Award Ceremony
Friday 21 June 2019, 12:00 noon
Ca’ Giustinian, Venice
Friday 21 June 2019, 12:00 noon
Ca’ Giustinian, Venice
La Biennale di Venezia has attributed the Golden Lion for Lifetime Achievement to Alessandro Sciarroni, considered to be one of the most revolutionary choreographers on the European scene.
A performer, choreographer and director, educated in the visual arts and with several years of experience in theatre, Alessandro Sciarroni "is an Italian choreographer – states the motivation – who creates in resonance with performance art. He is the conductor of the dancers and all of those whom, trained in different disciplines, he invites to participate in his projects. He builds concentrates of life at the limits of obsession, organizing them around events chosen from our fragile and ordinary lives. He puts our everyday bodies on stage in a space that amplifies insistence to find the fault that will soften and relieve us".
As an artist, in great demand for dance and theatre festivals as well as art galleries and museums, from Europe to Hong Kong, from Abu Dhabi to Rio de Janeiro, Alessandro Sciarroni has been something of a permanent presence at the most recent Biennale Danza with his original choreographic constructions that borrow from various disciplines: in 2013 with Untitled, I will be there when you die; in 2014 with You don't know how lucky you are, in 2015 with TURNING_Thank you for your love version; in 2017 with Chroma, Aurora and Folk-s.
Alessandro Sciarroni (San Benedetto del Tronto, 1976) is an Italian artist who works in the field of the Performing Arts. He earned his degree in the Conservation of the Cultural Heritage at the Università degli Studi di Parma. As a performer, he trained and worked for many years with the Lenz Rifrazioni company. His works have been presented at contemporary dance and theatre festivals, museums and art galleries, and in unconventional spaces, and involve the participation of professionals from various disciplines.
His work reaches beyond the traditional definitions of genre. He begins with a conceptual approach similar to Duchamp's, that relies on a theatrical structure and borrows practices and techniques deriving from dance and other disciplines such as the circus or sport. In addition to the rigour, coherence and crispness of each creation, his works attempt to reveal, through the repetition of a practice taken to the limits of the performers' physical resistance, the obsessions, fears and fragility of the act of performing, in its search for a different dimension of time, and a relationship of empathy between spectators and performers.
Alessandro Sciarroni is an associated artist at Centquatre-Paris and is supported as a focus-artist by apap – Performing Europe 2020. His works have been produced by Marche Teatro in collaboration with various national and international co-productions, depending on the projects. Some of his long-standing supporters have been Centrale Fies, the City of Bassano del Grappa – Centro per la Scena Contemporanea, Amat, la Biennale de la danse – Maison de la Danse de Lyon, La Biennale di Venezia, Mercat de les Flors – Graner (Barcelona) and the Associazione corpoceleste_C.C.00# of which he is artistic director.
The awards he has received include the Premio Europa Realtà Teatrali 2017; Premio Hystrio 2017; Premio Rete Critica 2013; Marte Award 2012 and 2013; Premio Danza&Danza – Emerging Choreographer 2008; Premio Nuove Sensibilità 2008.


Check each line of the records below and collect those holding "Alerts".

((

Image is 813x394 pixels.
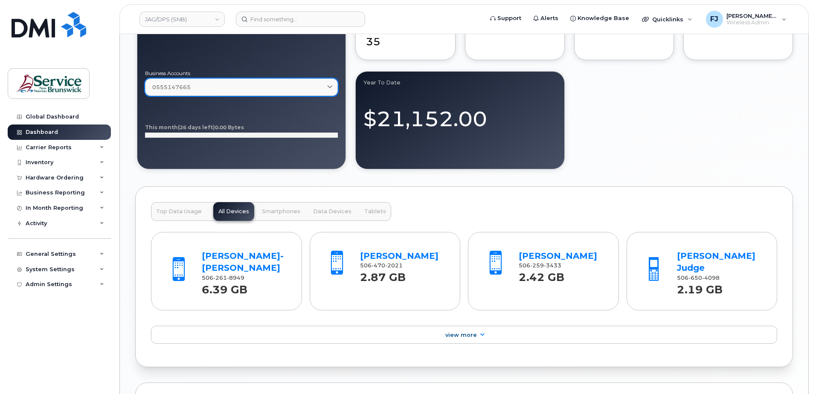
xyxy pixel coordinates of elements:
[139,12,225,27] a: JAG/DPS (SNB)
[363,96,556,133] div: $21,152.00
[202,251,284,273] a: [PERSON_NAME]- [PERSON_NAME]
[518,266,564,284] strong: 2.42 GB
[145,78,338,96] a: 0555147665
[202,278,247,296] strong: 6.39 GB
[227,275,244,281] span: 8949
[152,83,191,91] span: 0555147665
[202,275,244,281] span: 506
[564,10,635,27] a: Knowledge Base
[151,326,777,344] a: View More
[726,12,777,19] span: [PERSON_NAME] (SNB)
[151,202,207,221] button: Top Data Usage
[145,124,178,130] tspan: This month
[262,208,300,215] span: Smartphones
[366,27,444,49] div: 35
[677,251,755,273] a: [PERSON_NAME] Judge
[636,11,698,28] div: Quicklinks
[518,251,597,261] a: [PERSON_NAME]
[527,10,564,27] a: Alerts
[360,251,438,261] a: [PERSON_NAME]
[652,16,683,23] span: Quicklinks
[313,208,351,215] span: Data Devices
[364,208,386,215] span: Tablets
[145,71,338,76] label: Business Accounts
[688,275,702,281] span: 650
[540,14,558,23] span: Alerts
[530,262,544,269] span: 259
[360,262,402,269] span: 506
[710,14,718,24] span: FJ
[577,14,629,23] span: Knowledge Base
[360,266,405,284] strong: 2.87 GB
[700,11,792,28] div: Fougere, Jonathan (SNB)
[215,124,244,130] tspan: 0.00 Bytes
[677,278,722,296] strong: 2.19 GB
[371,262,385,269] span: 470
[308,202,356,221] button: Data Devices
[677,275,719,281] span: 506
[518,262,561,269] span: 506
[702,275,719,281] span: 4098
[236,12,365,27] input: Find something...
[544,262,561,269] span: 3433
[363,79,556,86] div: Year to Date
[484,10,527,27] a: Support
[385,262,402,269] span: 2021
[726,19,777,26] span: Wireless Admin
[156,208,202,215] span: Top Data Usage
[445,332,477,338] span: View More
[497,14,521,23] span: Support
[178,124,215,130] tspan: (26 days left)
[257,202,305,221] button: Smartphones
[359,202,391,221] button: Tablets
[213,275,227,281] span: 261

))

RESPONSE TO THIS TASK:
[527,10,564,27] a: Alerts
[540,14,558,23] span: Alerts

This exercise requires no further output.